The retrospective Land of the Dead covers Horror films from a time when the genre evolved into full bloom: 1968 to 1987. Last year the Filmmuseum has covered the first 50 years of horror and now they will show among many films the defining milestones of the genre.

Not only George A. Romero's game changer Night of the Living Dead will be projected in marvelous 35 millimeters but also classics like Stanley Kubrick's The Shining in the longer US-version, The Texas Chainsaw Massacre by Tobe Hooper or Brian De Palma's Carrie will run from August 29 on.

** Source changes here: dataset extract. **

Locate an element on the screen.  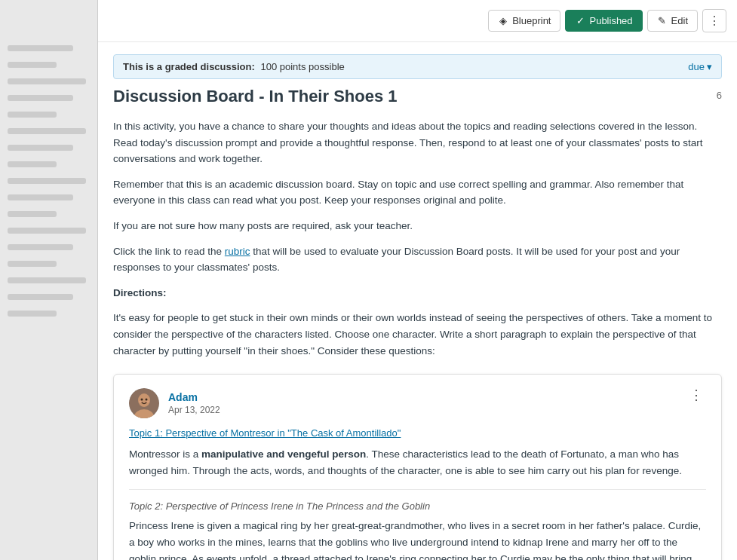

After the Production Code was abandoned in 1967 the way in Hollywood was free for violence to hit the screen. But there is more to the genre than its famous American interpretations. The Filmmuseum also casts an eye on the more psychological aspects of horror like in Ingmar Bergman's Hour of the Wolf or Nicolas Roeg's Don't Look Now. The horror in those films creeps between the scenes, one can never quite catch it.

Don't Look Now is also part of the bigger attention the retrospective gives to British Horror. After the BFI in London launched a Gothic offensive last year, there will be another chance to witness British love for dangerous and fantastic cinema. Among them shines The Devil Rides Out by Terence Fisher and the celebrated picture The Wicker Man by Robin Hardy.

But there won't be something like a Horror retrospective without the masters of the 1970s like Dario Argento (Suspiria and Deep Red), John Carpenter (Halloween) or Mario Bava (A Bay of Blood). It is in those works that the heart of modern horror still beats in all its immediacy and physicality.

A sad but remarkable side note shows how personal the program speaks about the recent story of the Filmmuseum and its ongoing fight for cinema: Four friends of the institution and/ or admired artists died during the last couple of months: Michael Glawogger, Robert Gardner, Robert Drew and Harun Farocki.

During the summer break a moving quote by famous German playwright Heiner Müller graced the entrance: "It is a mistake to think that the dead are dead". By carrying on the flame of cinema and especially by presenting the realms of the undead, the beauty of horror will transform itself in something which does not only shock the audience but stays with them, just like those great artists and their films: Cinema.

The program includes 42 works and will run from August 29 to October 15.